Identity disc: a piece of high-density material that records the life of a Program. Once the disc is activated, everything the Program does or learns is written to it. This disc is the source of Clu's mostly-intact backup. If someone were to nab or copy it, they'd be able to download a record of his memories from his reactivation up until they caught the disc: they'll know everything about him from his time on Singularity. They can't access his old system files (events in the Legacy game or movie), mostly to prevent fourth-walling and save me a lot of pain in the ass as mun.

The disc is also a hollow Frisbee weapon, similar to Xena's hollow metal Frisbee, but less sharp: this disc cuts clothing and flesh, but not metal. A thrown disc will always return to its owner unless forcibly intercepted (knocked into a sucking vortex of doom, fricking stolen, etc. etc.)

Attempting to copy Clu's disc? Contact me. Hacking it is also probably pretty hard.

Appearance: Clu is 27, give or take, but looks about 35, with crows' feet, blue eyes, and a full-on blonde mullet, as last rocked by Earth humans when Bush Sr. was President.
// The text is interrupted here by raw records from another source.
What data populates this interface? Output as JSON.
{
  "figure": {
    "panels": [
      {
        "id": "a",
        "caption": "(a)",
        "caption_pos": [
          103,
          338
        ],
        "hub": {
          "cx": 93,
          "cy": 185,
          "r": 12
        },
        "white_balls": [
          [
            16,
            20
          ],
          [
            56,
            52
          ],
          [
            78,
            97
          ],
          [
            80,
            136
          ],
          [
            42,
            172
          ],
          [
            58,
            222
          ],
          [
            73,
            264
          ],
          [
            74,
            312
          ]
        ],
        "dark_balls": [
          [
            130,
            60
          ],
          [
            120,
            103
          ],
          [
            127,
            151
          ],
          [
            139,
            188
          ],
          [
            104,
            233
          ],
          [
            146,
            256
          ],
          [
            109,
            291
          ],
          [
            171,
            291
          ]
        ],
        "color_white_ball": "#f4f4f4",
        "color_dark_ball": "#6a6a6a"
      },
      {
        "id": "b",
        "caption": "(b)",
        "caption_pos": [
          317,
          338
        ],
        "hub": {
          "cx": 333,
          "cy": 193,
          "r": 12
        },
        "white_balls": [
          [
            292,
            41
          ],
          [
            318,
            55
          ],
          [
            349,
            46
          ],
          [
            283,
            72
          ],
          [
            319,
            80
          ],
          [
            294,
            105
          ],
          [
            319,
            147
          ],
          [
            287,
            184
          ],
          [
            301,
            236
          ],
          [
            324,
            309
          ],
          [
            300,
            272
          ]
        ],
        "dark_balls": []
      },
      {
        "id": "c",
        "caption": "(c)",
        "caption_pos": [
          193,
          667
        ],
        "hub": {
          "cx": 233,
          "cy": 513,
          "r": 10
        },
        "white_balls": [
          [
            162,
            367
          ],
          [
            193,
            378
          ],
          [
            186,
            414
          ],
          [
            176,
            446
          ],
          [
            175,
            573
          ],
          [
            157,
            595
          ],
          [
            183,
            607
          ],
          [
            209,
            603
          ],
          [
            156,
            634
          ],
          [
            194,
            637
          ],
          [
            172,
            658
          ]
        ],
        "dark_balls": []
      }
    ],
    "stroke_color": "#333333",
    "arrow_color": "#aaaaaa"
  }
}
Clu's got a weird, plastic finish to him that should be off-putting for most. He looks like what he is: a synthetic.

Age: 27, going on 35

OC/AU Justification ;

If AU, How is Your Version Different From Canon, and How Will That Come Across?

Coming from post-movie, he's aware that he de-rezzed and knows how it was done, and by whom. Otherwise, wiping out and coming back is uncommon for Programs but not that rare, and other than wanting ~revenge~, it's not going to alter him much.

I drew on some expanded universe things to explain setting and background, like details about the ISOs, but this shouldn't really affect play so much.

Honestly, most of the AU stuff will only make a difference/allow him to recognize certain Legacy characters when and if they appear, and only if they are cool with it OOC. I just...over-research my roles. Basically. Herp derp.

If OC, Did You Run Your Character Through a Mary-Sue Litmus Test?
And What Did You Score?

For fun, I ran him through the test anyway and got 19. Oh man, villains run high, don't they?

Samples ;
Please consider some Dear Mun tags

and Clu's Dear Mun intro thread, instead?

I never know what to write for these things, s-sobbity-sob-sob.